In this work, Richard Weikart explains the revolutionary impact Darwinism had on ethics and morality. He demonstrates that many leading Darwinian biologists and social thinkers in Germany believed that Darwinism overturned traditional Judeo-Christian and Enlightenment ethics, especially the view that human life is sacred. Many of these thinkers supported moral relativism, yet simultaneously exalted evolutionary 'fitness' (especially intelligence and health) to the highest arbiter of morality. Darwinism played a key role in the rise not only of eugenics, but also euthanasia, infanticide, abortion and racial extermination. This was especially important in Germany, since Hitler built his view of ethics on Darwinian principles, not on nihilism.

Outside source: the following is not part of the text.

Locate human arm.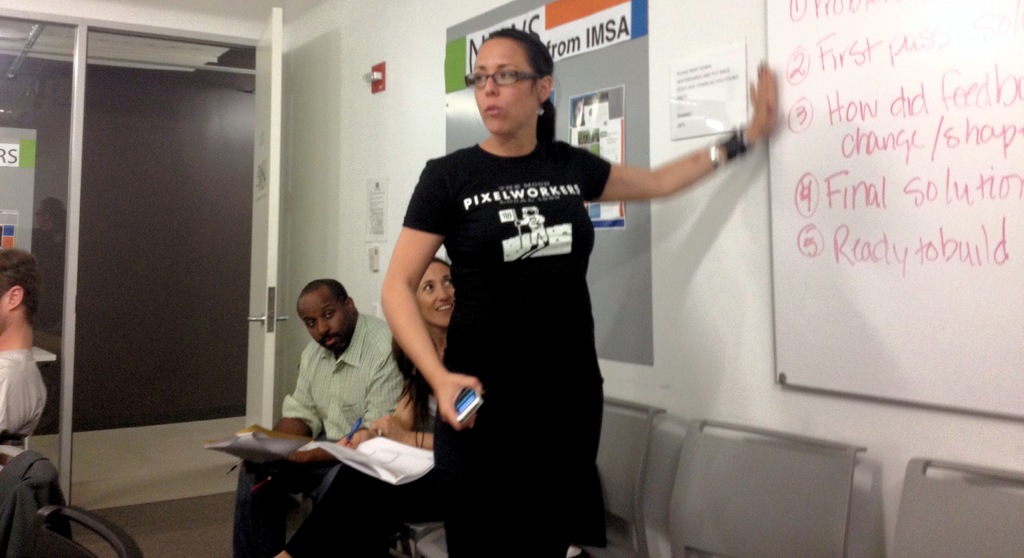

HUMAN ZOOS IN THE EARLY 1900s

HUMAN ZOOS IN THE EARLY 1900s
Author :
Publisher :
Total Pages : 32
Release :
ISBN-10 : 9798669971878
ISBN-13 :
Rating : 4/5 (78 Downloads)

Synopsis HUMAN ZOOS IN THE EARLY 1900s by : Satyajeet Patil

In the early century, Charles Darwin published his book on the origin of species species American promoter unveiled a new attraction at his popular Museum. Visitors were told that the creature had been captured by hunters in Africa who discovered a race of beings roving among the tree sand branches like Eames and monkeys. Museum staff declared that the creature had been pronounced by scientists as a connecting link between African blacks and lower animals.

Ota

Ota
Author :
Publisher : Delta
Total Pages : 281
Release :
ISBN-10 : 0385311052
ISBN-13 : 9780385311052
Rating : 4/5 (52 Downloads)

Synopsis Ota by : Phillips Verner Bradford

Describes how, in 1906, a missionary in Africa brought Benga to the United States and placed him on display at the World's Fair

The Human Zoo

The Human Zoo
Author :
Publisher :
Total Pages : 498
Release :
ISBN-10 : 0578798484
ISBN-13 : 9780578798486
Rating : 4/5 (84 Downloads)

Synopsis The Human Zoo by : Kasey Rocazella

Jax Cooper lives a comfortable life, maybe too comfortable. Born into a powerful family. Jax is the son of the largest mogul in the world. As a journalist for The Globe, he takes on a unique, self-assigned piece: to investigate his father's empire, The Human Zoo. Disguised as one of the animals and stripped of his identity, wealth, and eugenic luxuries, Jax is challenged by what it means to be human when he meets Priya.Born into the zoo's captivity, Priya has only known two things; she does not belong here, and she will do anything to escape, but freedom always seemed impossible until an unusual new animal, Jax, arrives.A gripping investigation turned life changing, Jax is forced to make a decision. Will he risk dismantling society by exposing who-or what-being an animal means...or succumb to his only living protection, his family's empire?